Internet Doing Something

On the internet, no-one knows you're lying through your teeth.

Internet Doing Something

I had a conversation with a friend of mine a few months ago and it's been playing on my mind ever since. We were talking about knowledge systems and I was bemoaning the fact that I wanted to have a better view of what I thought about everything (more on this in future). The topic turned to books—I'd been thinking about how to try and synthesise information from books, remember and understand it. She said: just read the first chapter and then make a Youtube video about how much you love it; that's what all the internet people do. I laughed about it but frankly I was alarmed and a little befuddled. Goodness knows I'm no stranger to a degree of artifice in presentation, but I don't have the front to just lie like that.

But I suppose many people wouldn't see it that way—it's just playing the game. Social media platforms prize a shallow detail-devoid enthusiasm over anything else, and it makes everything into grist for the mill. It's how you get cafes serving ludicrously impractical novelty foods that are meant to be photographed rather than actually eaten. It's why I had to delete my Goodreads account a while back when I realised that I was starting to just want to see the numbers go up, as opposed to reading for enjoyment or edification. I was reminded of this later in a conversation with Tom about cryptocurrency:

"I saw a few different bro-y life advice posts advising the (loser-coded) reader to “learn crypto” and I thought, what, do they mean how the blockchain is implemented, various cryptographic protocols etc.? and then I realised they meant “learn how to open a coinbase account, learn a bunch of half-baked ideas about the inevitability of crypto over the evil “fiat” and then just ... learn trader-speak and random noise from these crypto news articles I guess?"

Obviously there's nothing unique to the internet or social media about lying or exaggerating or getting into something without really understanding it, but it does seem to incentivise and promote that behaviour on a substantial scale and in this case, I guess, reward/punish it depending on how the numbers are doing.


**What to produce**: Filter the records below down to lines containing "marker".

START Record set

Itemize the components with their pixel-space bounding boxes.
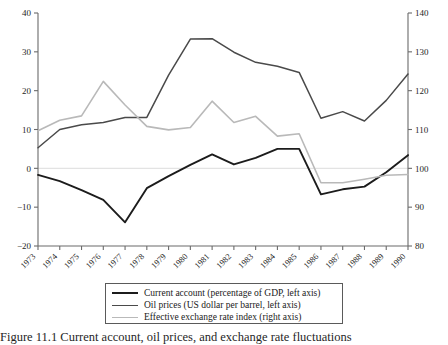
x-axis-tick-label: 1974	[40, 251, 60, 271]
legend-item[interactable]: Effective exchange rate index (right axi…	[112, 311, 342, 323]
x-axis-tick-label: 1983	[236, 251, 255, 270]
legend-label: Current account (percentage of GDP, left…	[144, 288, 320, 299]
right-axis-tick-label: 90	[415, 202, 425, 212]
x-axis-tick-label: 1985	[279, 251, 298, 270]
chart-legend: Current account (percentage of GDP, left…	[105, 283, 343, 324]
x-axis-tick-label: 1990	[388, 251, 407, 270]
x-axis-tick-label: 1989	[367, 251, 386, 270]
legend-swatch-line-icon	[112, 317, 138, 318]
left-axis-tick-label: 10	[22, 125, 32, 135]
x-axis-tick-label: 1987	[323, 251, 342, 270]
x-axis-tick-label: 1975	[62, 251, 81, 270]
figure-container: −20−100102030408090100110120130140197319…	[0, 0, 448, 345]
legend-item[interactable]: Current account (percentage of GDP, left…	[112, 287, 342, 299]
right-axis-tick-label: 80	[415, 241, 425, 251]
x-axis-tick-label: 1986	[301, 251, 320, 270]
x-axis-tick-label: 1981	[192, 251, 211, 270]
series-line-current-account	[38, 149, 408, 222]
right-axis-tick-label: 110	[415, 125, 429, 135]
legend-swatch-line-icon	[112, 305, 138, 306]
series-line-exchange-rate	[38, 81, 408, 182]
left-axis-tick-label: −20	[17, 241, 32, 251]
figure-caption: Figure 11.1 Current account, oil prices,…	[0, 330, 448, 345]
left-axis-tick-label: 0	[27, 164, 32, 174]
right-axis-tick-label: 140	[415, 8, 429, 18]
right-axis-tick-label: 100	[415, 164, 429, 174]
legend-item[interactable]: Oil prices (US dollar per barrel, left a…	[112, 299, 342, 311]
right-axis-tick-label: 130	[415, 47, 429, 57]
series-line-oil-prices	[38, 39, 408, 148]
right-axis-tick-label: 120	[415, 86, 429, 96]
left-axis-tick-label: 20	[22, 86, 32, 96]
x-axis-tick-label: 1979	[149, 251, 168, 270]
legend-label: Effective exchange rate index (right axi…	[144, 312, 301, 323]
line-chart: −20−100102030408090100110120130140197319…	[0, 0, 448, 283]
left-axis-tick-label: 40	[22, 8, 32, 18]
x-axis-tick-label: 1976	[84, 251, 103, 270]
left-axis-tick-label: 30	[22, 47, 32, 57]
x-axis-tick-label: 1984	[258, 251, 278, 271]
x-axis-tick-label: 1973	[18, 251, 37, 270]
legend-label: Oil prices (US dollar per barrel, left a…	[144, 300, 301, 311]
left-axis-tick-label: −10	[17, 202, 32, 212]
x-axis-tick-label: 1977	[105, 251, 124, 270]
x-axis-tick-label: 1978	[127, 251, 146, 270]
x-axis-tick-label: 1980	[171, 251, 190, 270]
x-axis-tick-label: 1982	[214, 251, 233, 270]
legend-swatch-line-icon	[112, 292, 138, 294]
x-axis-tick-label: 1988	[345, 251, 364, 270]
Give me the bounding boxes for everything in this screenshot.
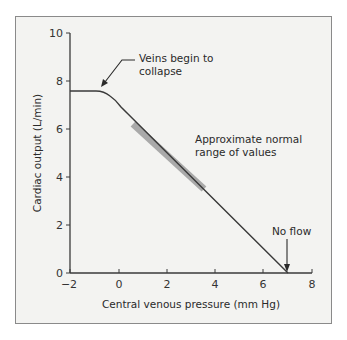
y-tick-label: 4: [56, 171, 63, 184]
x-tick-label: 2: [164, 278, 171, 291]
vascular-function-chart: 0 2 4 6 8 10 −2 0 2 4 6 8 Veins begin to…: [0, 0, 347, 340]
y-tick-label: 8: [56, 75, 63, 88]
x-tick-label: −2: [61, 278, 77, 291]
x-tick-label: 4: [212, 278, 219, 291]
x-axis-label: Central venous pressure (mm Hg): [102, 298, 280, 310]
annotation-normal-range-line1: Approximate normal: [195, 133, 302, 145]
x-tick-label: 8: [309, 278, 316, 291]
annotation-normal-range-line2: range of values: [195, 146, 276, 158]
x-tick-label: 6: [260, 278, 267, 291]
annotation-veins-collapse-line2: collapse: [139, 65, 182, 77]
annotation-no-flow: No flow: [272, 225, 312, 237]
y-tick-labels: 0 2 4 6 8 10: [49, 27, 63, 280]
x-tick-labels: −2 0 2 4 6 8: [61, 278, 316, 291]
collapse-arrow-line: [105, 60, 135, 82]
x-tick-label: 0: [116, 278, 123, 291]
y-tick-label: 6: [56, 123, 63, 136]
y-tick-label: 2: [56, 219, 63, 232]
y-tick-label: 10: [49, 27, 63, 40]
y-axis-label: Cardiac output (L/min): [31, 94, 43, 212]
vascular-function-curve: [70, 91, 288, 273]
annotation-veins-collapse-line1: Veins begin to: [139, 52, 213, 64]
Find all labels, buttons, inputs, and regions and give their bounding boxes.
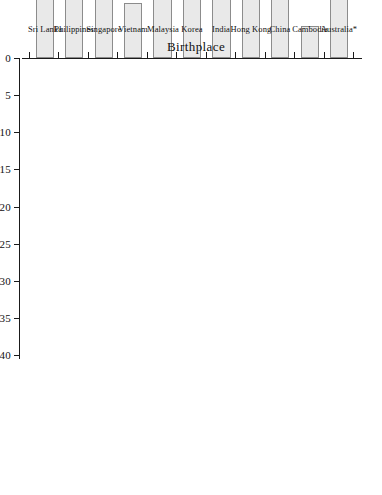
category-tick-label: Sri Lanka	[28, 24, 62, 34]
value-tick-label: 15	[0, 163, 11, 175]
category-tick-label: Korea	[181, 24, 202, 34]
value-tick	[14, 95, 20, 96]
value-tick-label: 5	[5, 89, 11, 101]
value-tick-label: 25	[0, 238, 11, 250]
category-tick	[324, 52, 325, 58]
chart-figure: Australia*CambodiaChinaHong KongIndiaKor…	[0, 0, 382, 495]
value-tick	[14, 355, 20, 356]
category-tick	[147, 52, 148, 58]
category-axis-line	[22, 58, 362, 59]
category-tick-label: Hong Kong	[231, 24, 272, 34]
category-tick	[88, 52, 89, 58]
category-tick-label: China	[270, 24, 291, 34]
category-tick	[29, 52, 30, 58]
plot-area	[30, 58, 354, 358]
chart-canvas: Australia*CambodiaChinaHong KongIndiaKor…	[0, 0, 382, 495]
category-tick	[58, 52, 59, 58]
category-tick	[117, 52, 118, 58]
value-tick-label: 10	[0, 126, 11, 138]
value-axis-line	[19, 58, 20, 359]
category-tick	[353, 52, 354, 58]
category-tick-label: Vietnam	[118, 24, 147, 34]
value-tick	[14, 244, 20, 245]
category-tick	[294, 52, 295, 58]
value-tick	[14, 318, 20, 319]
value-tick	[14, 281, 20, 282]
value-tick	[14, 132, 20, 133]
category-tick-label: Cambodia	[292, 24, 328, 34]
value-tick-label: 35	[0, 312, 11, 324]
category-axis-title: Birthplace	[167, 39, 225, 55]
value-tick-label: 40	[0, 349, 11, 361]
category-tick-label: Malaysia	[147, 24, 179, 34]
category-tick	[235, 52, 236, 58]
value-tick-label: 0	[5, 52, 11, 64]
value-tick	[14, 169, 20, 170]
category-tick-label: India	[212, 24, 230, 34]
category-tick	[265, 52, 266, 58]
value-tick-label: 20	[0, 201, 11, 213]
value-tick	[14, 58, 20, 59]
value-tick-label: 30	[0, 275, 11, 287]
value-tick	[14, 207, 20, 208]
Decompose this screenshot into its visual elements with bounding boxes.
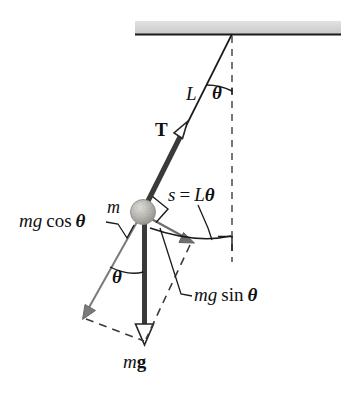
pendulum-bob — [131, 200, 156, 225]
label-theta-components: θ — [112, 267, 122, 286]
weight-vector-arrow — [136, 213, 154, 345]
label-length-L: L — [186, 84, 197, 103]
label-weight-mg: mg — [123, 352, 146, 371]
label-mg-sin-theta: mgsinθ — [194, 285, 257, 304]
mgsin-theta-symbol: θ — [247, 284, 257, 305]
arc-L-symbol: L — [194, 184, 205, 205]
label-mass-m: m — [107, 198, 120, 216]
weight-m-symbol: m — [123, 351, 137, 372]
mgsin-mg-symbol: mg — [194, 284, 217, 305]
ceiling-support — [135, 21, 341, 35]
arc-equals-sign: = — [179, 184, 190, 205]
mgcos-theta-symbol: θ — [76, 210, 86, 231]
mgcos-function-name: cos — [46, 210, 71, 231]
label-theta-pivot: θ — [212, 83, 222, 102]
mgsin-function-name: sin — [221, 284, 243, 305]
arc-label-leader-line — [198, 205, 212, 240]
mgcos-mg-symbol: mg — [19, 210, 42, 231]
label-mg-cos-theta: mgcosθ — [19, 211, 85, 230]
arc-s-symbol: s — [168, 184, 175, 205]
weight-g-symbol: g — [137, 351, 147, 372]
label-tension-T: T — [155, 120, 168, 139]
label-arc-length: s=Lθ — [168, 185, 215, 204]
pendulum-diagram: L θ T s=Lθ m mgcosθ θ mgsinθ mg — [0, 0, 341, 393]
arc-theta-symbol: θ — [205, 184, 215, 205]
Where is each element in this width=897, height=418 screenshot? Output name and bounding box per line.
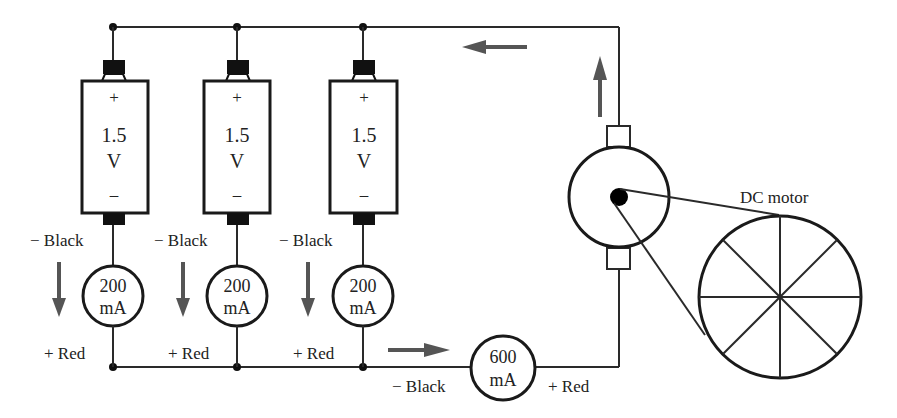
battery-unit: V: [107, 150, 122, 172]
battery-voltage: 1.5: [352, 124, 377, 146]
battery-unit: V: [357, 150, 372, 172]
ammeter-branch-1: 200 mA − Black + Red: [30, 231, 143, 367]
ammeter-unit: mA: [350, 298, 377, 318]
ammeter-unit: mA: [100, 298, 127, 318]
ammeter-unit: mA: [490, 370, 517, 390]
negative-lead-label: − Black: [30, 231, 84, 250]
ammeter-value: 200: [224, 276, 251, 296]
ammeter-branch-2: 200 mA − Black + Red: [154, 231, 267, 367]
negative-lead-label: − Black: [392, 377, 446, 396]
battery-minus-label: –: [232, 185, 242, 204]
battery-plus-label: +: [109, 88, 119, 107]
battery-plus-label: +: [232, 88, 242, 107]
battery-2: + 1.5 V –: [204, 27, 270, 266]
battery-plus-label: +: [359, 88, 369, 107]
ammeter-value: 600: [490, 347, 517, 367]
ammeter-value: 200: [350, 276, 377, 296]
positive-lead-label: + Red: [548, 377, 590, 396]
battery-3: + 1.5 V –: [330, 27, 397, 266]
battery-1: + 1.5 V –: [82, 27, 148, 266]
battery-voltage: 1.5: [225, 124, 250, 146]
circuit-diagram: + 1.5 V – + 1.5 V – + 1.5 V – 200 mA: [0, 0, 897, 418]
negative-lead-label: − Black: [279, 231, 333, 250]
top-current-arrows: [462, 40, 607, 117]
positive-lead-label: + Red: [293, 344, 335, 363]
battery-voltage: 1.5: [102, 124, 127, 146]
ammeter-value: 200: [100, 276, 127, 296]
ammeter-branch-3: 200 mA − Black + Red: [279, 231, 393, 367]
dc-motor: [569, 126, 779, 335]
ammeter-unit: mA: [224, 298, 251, 318]
negative-lead-label: − Black: [154, 231, 208, 250]
battery-minus-label: –: [109, 185, 119, 204]
dc-motor-label: DC motor: [740, 188, 809, 207]
positive-lead-label: + Red: [44, 344, 86, 363]
positive-lead-label: + Red: [168, 344, 210, 363]
motor-wheel: [699, 216, 861, 378]
battery-minus-label: –: [359, 185, 369, 204]
battery-unit: V: [230, 150, 245, 172]
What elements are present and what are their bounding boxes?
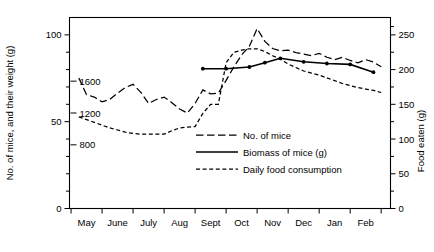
legend-label-1: Biomass of mice (g) [243, 147, 327, 158]
left-tick-label: 100 [46, 29, 62, 40]
inner-tick-label: 800 [80, 139, 96, 150]
series-line-0 [79, 29, 381, 113]
y2-axis-title: Food eaten (g) [415, 110, 426, 172]
x-tick-label: May [78, 217, 96, 228]
series-marker [247, 65, 251, 69]
x-tick-label: Nov [264, 217, 281, 228]
inner-tick-label: 1200 [80, 108, 101, 119]
left-tick-label: 50 [51, 116, 62, 127]
x-tick-label: Sept [201, 217, 221, 228]
series-marker [325, 62, 329, 66]
plot-frame [70, 18, 391, 209]
data-series-group [79, 29, 381, 135]
x-tick-label: Aug [171, 217, 188, 228]
x-tick-label: July [140, 217, 157, 228]
left-tick-label: 0 [56, 203, 61, 214]
x-tick-label: Jan [327, 217, 342, 228]
y-axis-title: No. of mice, and their weight (g) [4, 46, 15, 181]
series-marker [263, 61, 267, 65]
right-tick-label: 0 [399, 203, 404, 214]
legend-label-2: Daily food consumption [243, 164, 342, 175]
x-tick-label: Feb [358, 217, 374, 228]
right-tick-label: 200 [399, 64, 415, 75]
right-axis: 050100150200250 [391, 27, 415, 215]
right-tick-label: 50 [399, 168, 410, 179]
x-tick-label: June [107, 217, 128, 228]
series-marker [348, 62, 352, 66]
legend: No. of miceBiomass of mice (g)Daily food… [196, 130, 342, 175]
x-tick-label: Oct [234, 217, 249, 228]
legend-label-0: No. of mice [243, 130, 291, 141]
right-tick-label: 250 [399, 29, 415, 40]
series-marker [302, 60, 306, 64]
series-marker [201, 67, 205, 71]
right-tick-label: 150 [399, 99, 415, 110]
x-axis: MayJuneJulyAugSeptOctNovDecJanFeb [71, 209, 381, 228]
series-marker [372, 70, 376, 74]
x-tick-label: Dec [295, 217, 312, 228]
left-axis: 050100 [46, 29, 70, 214]
right-tick-label: 100 [399, 134, 415, 145]
inner-scale: 80012001600 [71, 76, 101, 151]
inner-tick-label: 1600 [80, 76, 101, 87]
population-food-line-chart: 05010080012001600050100150200250MayJuneJ… [0, 0, 434, 252]
series-line-2 [79, 49, 381, 134]
chart-container: 05010080012001600050100150200250MayJuneJ… [0, 0, 434, 252]
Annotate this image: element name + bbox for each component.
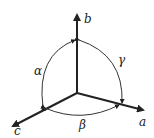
axis-a xyxy=(77,93,143,110)
label-a: a xyxy=(139,115,146,129)
label-c: c xyxy=(14,124,21,138)
label-b: b xyxy=(84,12,92,26)
label-gamma: γ xyxy=(118,53,126,67)
arc-gamma xyxy=(79,40,122,103)
unit-cell-diagram: b a c α γ β xyxy=(0,0,154,138)
arc-beta xyxy=(45,105,119,115)
label-alpha: α xyxy=(34,64,42,78)
label-beta: β xyxy=(78,118,86,132)
axis-c xyxy=(13,93,77,126)
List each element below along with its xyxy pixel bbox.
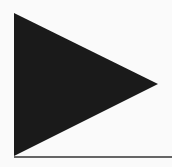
diagram-canvas — [0, 0, 172, 167]
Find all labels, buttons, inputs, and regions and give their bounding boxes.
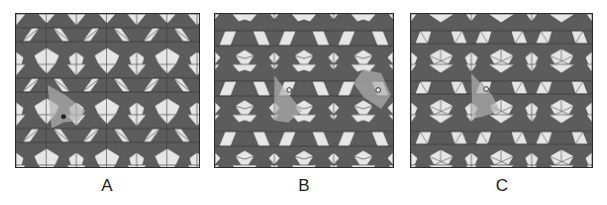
tiling-pattern-a	[16, 14, 199, 167]
rotation-center-marker-b2	[376, 88, 381, 93]
panel-label-c: C	[482, 176, 522, 196]
rotation-center-marker-a	[61, 114, 65, 118]
panel-label-a: A	[87, 176, 127, 196]
panel-label-b: B	[284, 176, 324, 196]
rotation-center-marker-b1	[287, 88, 292, 93]
rotation-center-marker-c	[484, 87, 489, 92]
tiling-panel-a	[15, 13, 200, 168]
tiling-panel-b	[214, 13, 394, 168]
tiling-panel-c	[410, 13, 593, 168]
tiling-pattern-b	[215, 14, 393, 167]
tiling-pattern-c	[411, 14, 592, 167]
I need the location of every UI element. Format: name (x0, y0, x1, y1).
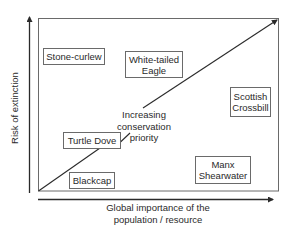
x-axis-label-line2: population / resource (78, 214, 238, 226)
species-label-line1: White-tailed (129, 54, 179, 65)
species-label-line2: Shearwater (199, 170, 248, 181)
species-box-scottish-crossbill: Scottish Crossbill (230, 87, 271, 117)
species-label: Turtle Dove (68, 135, 117, 146)
species-label: Stone-curlew (46, 51, 101, 62)
x-axis-label-line1: Global importance of the (78, 202, 238, 214)
species-box-turtle-dove: Turtle Dove (63, 132, 121, 149)
species-label: Blackcap (73, 175, 112, 186)
species-box-blackcap: Blackcap (69, 172, 115, 189)
priority-arrow-label: Increasing conservation priority (114, 109, 174, 144)
y-axis-label-text: Risk of extinction (9, 72, 20, 144)
species-box-white-tailed-eagle: White-tailed Eagle (125, 51, 183, 78)
species-label-line2: Eagle (129, 65, 179, 76)
species-label-line2: Crossbill (232, 102, 268, 113)
species-label-line1: Manx (199, 159, 248, 170)
x-axis-label: Global importance of the population / re… (78, 202, 238, 225)
priority-label-line3: priority (114, 132, 174, 144)
species-label-line1: Scottish (232, 91, 268, 102)
conservation-priority-diagram: Risk of extinction Global importance of … (0, 0, 294, 231)
species-box-manx-shearwater: Manx Shearwater (195, 156, 251, 184)
priority-label-line2: conservation (114, 121, 174, 133)
priority-label-line1: Increasing (114, 109, 174, 121)
species-box-stone-curlew: Stone-curlew (43, 48, 105, 65)
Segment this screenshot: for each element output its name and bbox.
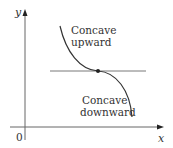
origin-label: 0	[16, 131, 23, 143]
x-axis-arrow-icon	[157, 125, 164, 130]
concave-upward-label-line1: Concave	[71, 24, 116, 36]
inflection-diagram: y x 0 Concave upward Concave downward	[0, 0, 173, 148]
inflection-point	[96, 69, 100, 73]
y-axis-arrow-icon	[23, 9, 28, 16]
x-axis-label: x	[158, 132, 165, 145]
concave-downward-label-line2: downward	[80, 106, 136, 118]
concave-upward-label-line2: upward	[71, 36, 112, 48]
concave-downward-label-line1: Concave	[82, 94, 127, 106]
y-axis-label: y	[14, 6, 22, 19]
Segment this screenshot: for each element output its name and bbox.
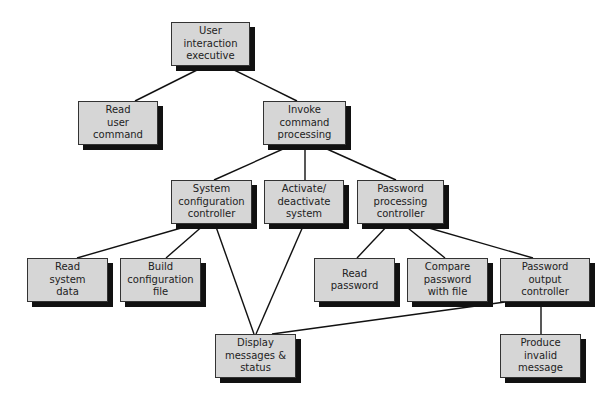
node-icp: Invokecommandprocessing (263, 101, 346, 145)
node-label: Readsystemdata (49, 261, 85, 299)
node-rp: Readpassword (314, 258, 395, 302)
node-label-line: system (278, 208, 331, 221)
node-label-line: message (518, 362, 563, 375)
node-label: Invokecommandprocessing (278, 104, 332, 142)
edge-uie-ruc (135, 66, 205, 101)
node-label-line: Display (225, 337, 286, 350)
node-label-line: Password (521, 261, 569, 274)
node-label: Produceinvalidmessage (518, 337, 563, 375)
node-bcf: Buildconfigurationfile (120, 258, 201, 302)
node-label-line: controller (521, 286, 569, 299)
edge-ppc-poc (415, 224, 533, 258)
node-label-line: data (49, 286, 85, 299)
node-label-line: Invoke (278, 104, 332, 117)
node-label-line: Read (93, 104, 143, 117)
edge-scc-rsd (77, 224, 195, 258)
node-label-line: user (93, 117, 143, 130)
edge-icp-scc (214, 145, 292, 180)
node-label-line: status (225, 362, 286, 375)
node-label: Readusercommand (93, 104, 143, 142)
edge-ads-dms (256, 224, 304, 334)
node-label: Displaymessages &status (225, 337, 286, 375)
node-ruc: Readusercommand (78, 101, 158, 145)
node-label: Userinteractionexecutive (183, 25, 237, 63)
node-label-line: controller (374, 208, 428, 221)
node-label-line: deactivate (278, 196, 331, 209)
edge-ppc-rp (357, 224, 389, 258)
node-label: Activate/deactivatesystem (278, 183, 331, 221)
node-label-line: Password (374, 183, 428, 196)
edge-poc-dms (272, 302, 505, 334)
node-label-line: password (424, 274, 471, 287)
edge-icp-ppc (318, 145, 396, 180)
node-ppc: Passwordprocessingcontroller (357, 180, 444, 224)
node-label-line: executive (183, 50, 237, 63)
node-label: Comparepasswordwith file (424, 261, 471, 299)
node-label: Passwordprocessingcontroller (374, 183, 428, 221)
node-label-line: command (278, 117, 332, 130)
edge-scc-bcf (166, 224, 205, 258)
node-ads: Activate/deactivatesystem (264, 180, 344, 224)
edge-ppc-cpf (403, 224, 445, 258)
node-label: Readpassword (331, 268, 378, 293)
node-label-line: configuration (178, 196, 244, 209)
node-label-line: system (49, 274, 85, 287)
hierarchy-diagram: UserinteractionexecutiveReadusercommandI… (0, 0, 610, 402)
node-label-line: System (178, 183, 244, 196)
node-label-line: User (183, 25, 237, 38)
node-label: Passwordoutputcontroller (521, 261, 569, 299)
node-label-line: Compare (424, 261, 471, 274)
node-label: Buildconfigurationfile (127, 261, 193, 299)
node-label-line: output (521, 274, 569, 287)
node-label-line: processing (374, 196, 428, 209)
node-label-line: with file (424, 286, 471, 299)
node-label-line: configuration (127, 274, 193, 287)
node-dms: Displaymessages &status (215, 334, 296, 378)
node-poc: Passwordoutputcontroller (500, 258, 590, 302)
node-label-line: password (331, 280, 378, 293)
node-label-line: Read (49, 261, 85, 274)
node-label-line: command (93, 129, 143, 142)
node-label-line: processing (278, 129, 332, 142)
edge-scc-dms (215, 224, 254, 334)
node-label: Systemconfigurationcontroller (178, 183, 244, 221)
node-label-line: file (127, 286, 193, 299)
node-label-line: interaction (183, 38, 237, 51)
node-rsd: Readsystemdata (27, 258, 108, 302)
node-label-line: controller (178, 208, 244, 221)
node-scc: Systemconfigurationcontroller (171, 180, 252, 224)
node-label-line: Activate/ (278, 183, 331, 196)
node-uie: Userinteractionexecutive (171, 22, 250, 66)
node-label-line: messages & (225, 350, 286, 363)
node-label-line: Build (127, 261, 193, 274)
node-pim: Produceinvalidmessage (500, 334, 581, 378)
node-label-line: Read (331, 268, 378, 281)
node-label-line: invalid (518, 350, 563, 363)
node-label-line: Produce (518, 337, 563, 350)
edge-uie-icp (226, 66, 297, 101)
node-cpf: Comparepasswordwith file (407, 258, 488, 302)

END Record set

**Problem solution**:
series-marker [247, 65, 251, 69]
series-marker [325, 62, 329, 66]
series-marker [263, 61, 267, 65]
series-marker [348, 62, 352, 66]
series-marker [302, 60, 306, 64]
series-marker [201, 67, 205, 71]
series-marker [372, 70, 376, 74]
rotation-center-marker-b2	[376, 88, 381, 93]
rotation-center-marker-a	[61, 114, 65, 118]
rotation-center-marker-b1	[287, 88, 292, 93]
rotation-center-marker-c	[484, 87, 489, 92]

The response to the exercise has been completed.